Thomas Pynchon fans must be pleased: Mason & Dixon, the author's latest novel, is hitting bookshelves this weekend. But what some of them aren't as pleased about is that Lineland, a book about flame wars on the Pynchon-L mailing list, will join it five weeks later.
Lineland "is a combination of [Pynchon's] fondest dream and worst nightmare," says editor Jules Siegel, a writer whose claim to fame is having known the reclusive Pynchon in college, and whose memoir about the friendship became a classic to Pynchon fans.
Pynchon, the acclaimed writer of Gravity's Rainbow and Vineland, has managed to evade interviews and photos all his life.

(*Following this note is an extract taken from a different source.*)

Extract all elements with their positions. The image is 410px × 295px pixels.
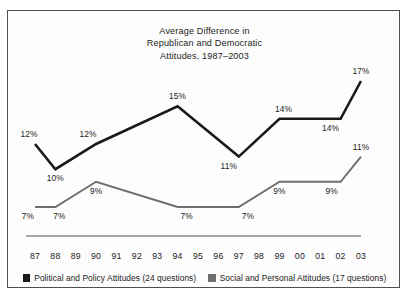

So when Siegel and his ex-wife, Chrissie Wexler, who claims to have had an affair with Pynchon, joined the Pynchon-L mailing list last October, academics and literary fans flooded them with questions about the author's past. The ensuing flame war spawned Lineland, a testament to the mythos surrounding Pynchon's name and the fracas that resulted from popping that bubble.

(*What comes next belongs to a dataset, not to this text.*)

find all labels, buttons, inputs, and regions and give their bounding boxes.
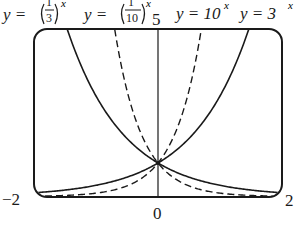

"They had a vision of him as a mix of Burroughs and Kerouac. He's not that, he's a very academically trained novelist," says Siegel. "They felt kinda punctured to see someone who they thought of as a cult figure as just a regular guy."

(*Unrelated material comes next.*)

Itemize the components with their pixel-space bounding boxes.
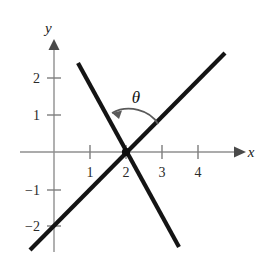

The discussion soon turned to whether Siegel was dishonoring Pynchon's desire for solitude and privacy. Fans wondered if he was trying to smear Pynchon as revenge for his wife's affair, and why he was spending so much time talking about a friend from 30 years ago.
"Some of us thought that the list might fold because of the huge (and I mean huge) flame war that erupted," writes Christine Karatnytsky, a Pynchon-L member who believes that Pynchon's desire for privacy should be respected.
Siegel began turning the 300,000 word exchange into a book when he realized the fortuitous timing of the upcoming Pynchon novel. The book will include photographs and illustrations of Pynchon drawn by Wexler, as well as drawings by R. Crumb.
Not everyone on the list - and in outside literary circles - is pleased about Lineland's publication. "If a writer wants his privacy, it doesn't seem to be anyone's business but his own," says John Leonard, literary editor at The Nation and longtime Pynchon reviewer. "You can't tell anyone what to write about, but I think it feels grubby."